Gov. Dannel P. Malloy will ask legislators today to suspend a linchpin of the state’s “clean contracting” law as he seeks to privatize state services in the face of nearly 5,500 recommended state employee layoffs.

As part of a proposal to fill the $1.6 billion two-year budget gap created when state employee unions rejected a concession deal, Malloy is seeking to suspend for two years the state contracting standards board, which was created in response to the scandals that drove Gov. John G. Rowland from office. The law that governs the board is based on the presumption that a “core governmental function should not be privatized.”

Malloy’s senior adviser, Roy Occhiogrosso, said Wednesday that “the rationale is that these are unusually challenging times,” adding that removing the privatization rules would allow the administration to move quickly if opportunities to save money arise. “This is not the path the governor wanted to go down.”

But a state employee union spokesman warned that the standards board is an important safeguard and predicted that the governor’s proposal would have “costly long-term consequences for the people of Connecticut.”

The contracting standards board was the centerpiece of a 2007 compromise between then-Gov. M. Jodi Rell, a Republican, and the Democrat-controlled General Assembly to counter the contracting scandals that drove Rowland from office amid an impeachment inquiry in July 2004. Rowland served 10 months in federal prison after admitting he accepted about $100,000 in gifts from state contractors and from his staff.

The so-called “clean contracting” statute established a 14-member panel and professional staff.

The law mandates that agencies seeking to privatize significant services must demonstrate to the panel at least a 10 percent cost savings and no loss in quality of service.

But nearly $2.4 million in funding designated for the agency since 2009 was either canceled or stripped away by Rell and the legislature to close budget deficits.

“For all practical purposes, the Contracting Standards Board has not been able to function since its inception,” Chairman Gale Mattison of West Hartford said. “The CSB has really been rendered moot.”

As a candidate for governor last summer, Malloy decried the decision by Rell and the legislature to reduce the board’s 2010-11 allocation from $950,100 to a token $10,001 — effectively a fiscal placeholder to keep the line item active in the state budget, but to do little else.

“This decision was short-sighted, and it was wrong,” Malloy said at the time. “Everyone understands that Connecticut is facing dire financial circumstances, but we need to realize the difference between fat in the budget that can be trimmed, and necessary programs that actually save money when properly funded.”

But the $20.14 billion budget approved by Malloy and the legislature for the fiscal year that begins Friday included just $175,000 for the agency, less than one-fifth the level it originally sought last year, and according to Mattison, still too little to effectively perform the board’s watchdog duties.

“We should be strengthening, not weakening, the board in order to protect Connecticut from waste, fraud, and abuse,” State Employees Bargaining Agent Coalition spokesman Matt O’Connor said Wednesday.”It’s how we prevent more privatization debacles that cost our state hundreds of millions in taxpayer dollars — debacles like the I-84 drains to nowhere or the failed COLLECT criminal justice database upgrade.”

O’Connor added that the labor concession deal negotiated by the Malloy administration and union leaders had included a renewed commitment to the standards board and its mission. “It’s an important part of transforming state government to be more efficient and effective,” the union spokesman said.

Keith has spent most of his 31 years as a reporter specializing in state government finances, analyzing such topics as income tax equity, waste in government and the complex funding systems behind Connecticut’s transportation and social services networks. He has been the state finances reporter at CT Mirror since it launched in 2010. Prior to joining CT Mirror Keith was State Capitol bureau chief for The Journal Inquirer of Manchester, a reporter for the Day of New London, and a former contributing writer to The New York Times. Keith is a graduate of and a former journalism instructor at the University of Connecticut.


◆ **Exercise prompt**:
Each record that follows must be reproduced exactly.

◆ **Data**:

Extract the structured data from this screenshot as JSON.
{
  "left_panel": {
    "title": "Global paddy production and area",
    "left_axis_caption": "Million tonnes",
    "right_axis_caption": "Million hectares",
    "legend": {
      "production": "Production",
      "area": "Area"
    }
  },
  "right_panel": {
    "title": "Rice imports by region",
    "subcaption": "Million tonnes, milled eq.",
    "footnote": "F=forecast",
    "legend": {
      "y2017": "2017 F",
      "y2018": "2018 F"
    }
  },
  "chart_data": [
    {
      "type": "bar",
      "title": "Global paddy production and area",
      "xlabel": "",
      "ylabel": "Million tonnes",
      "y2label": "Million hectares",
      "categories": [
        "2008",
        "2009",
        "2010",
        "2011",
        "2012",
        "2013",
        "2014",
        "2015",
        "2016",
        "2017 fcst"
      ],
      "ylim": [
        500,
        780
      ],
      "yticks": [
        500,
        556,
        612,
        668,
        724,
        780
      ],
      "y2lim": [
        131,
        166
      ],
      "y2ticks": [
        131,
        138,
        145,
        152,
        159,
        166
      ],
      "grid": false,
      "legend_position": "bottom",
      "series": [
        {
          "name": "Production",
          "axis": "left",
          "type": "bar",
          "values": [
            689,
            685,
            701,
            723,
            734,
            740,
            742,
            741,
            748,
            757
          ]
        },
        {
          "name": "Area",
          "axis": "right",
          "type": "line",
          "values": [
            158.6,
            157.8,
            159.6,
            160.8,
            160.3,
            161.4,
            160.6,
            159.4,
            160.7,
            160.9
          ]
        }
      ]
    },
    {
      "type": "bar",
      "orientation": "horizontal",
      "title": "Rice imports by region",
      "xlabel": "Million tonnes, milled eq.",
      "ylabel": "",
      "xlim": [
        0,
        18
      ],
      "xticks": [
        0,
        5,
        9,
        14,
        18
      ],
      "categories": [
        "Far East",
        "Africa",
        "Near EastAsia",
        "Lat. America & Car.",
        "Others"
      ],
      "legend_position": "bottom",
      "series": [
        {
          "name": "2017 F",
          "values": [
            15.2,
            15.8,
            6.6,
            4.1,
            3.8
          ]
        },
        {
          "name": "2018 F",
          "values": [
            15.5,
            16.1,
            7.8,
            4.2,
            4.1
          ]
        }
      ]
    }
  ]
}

◆ **Output below**:
Extract the structured data from this screenshot as JSON.
{
  "left_panel": {
    "title": "Global paddy production and area",
    "left_axis_caption": "Million tonnes",
    "right_axis_caption": "Million hectares",
    "legend": {
      "production": "Production",
      "area": "Area"
    }
  },
  "right_panel": {
    "title": "Rice imports by region",
    "subcaption": "Million tonnes, milled eq.",
    "footnote": "F=forecast",
    "legend": {
      "y2017": "2017 F",
      "y2018": "2018 F"
    }
  },
  "chart_data": [
    {
      "type": "bar",
      "title": "Global paddy production and area",
      "xlabel": "",
      "ylabel": "Million tonnes",
      "y2label": "Million hectares",
      "categories": [
        "2008",
        "2009",
        "2010",
        "2011",
        "2012",
        "2013",
        "2014",
        "2015",
        "2016",
        "2017 fcst"
      ],
      "ylim": [
        500,
        780
      ],
      "yticks": [
        500,
        556,
        612,
        668,
        724,
        780
      ],
      "y2lim": [
        131,
        166
      ],
      "y2ticks": [
        131,
        138,
        145,
        152,
        159,
        166
      ],
      "grid": false,
      "legend_position": "bottom",
      "series": [
        {
          "name": "Production",
          "axis": "left",
          "type": "bar",
          "values": [
            689,
            685,
            701,
            723,
            734,
            740,
            742,
            741,
            748,
            757
          ]
        },
        {
          "name": "Area",
          "axis": "right",
          "type": "line",
          "values": [
            158.6,
            157.8,
            159.6,
            160.8,
            160.3,
            161.4,
            160.6,
            159.4,
            160.7,
            160.9
          ]
        }
      ]
    },
    {
      "type": "bar",
      "orientation": "horizontal",
      "title": "Rice imports by region",
      "xlabel": "Million tonnes, milled eq.",
      "ylabel": "",
      "xlim": [
        0,
        18
      ],
      "xticks": [
        0,
        5,
        9,
        14,
        18
      ],
      "categories": [
        "Far East",
        "Africa",
        "Near EastAsia",
        "Lat. America & Car.",
        "Others"
      ],
      "legend_position": "bottom",
      "series": [
        {
          "name": "2017 F",
          "values": [
            15.2,
            15.8,
            6.6,
            4.1,
            3.8
          ]
        },
        {
          "name": "2018 F",
          "values": [
            15.5,
            16.1,
            7.8,
            4.2,
            4.1
          ]
        }
      ]
    }
  ]
}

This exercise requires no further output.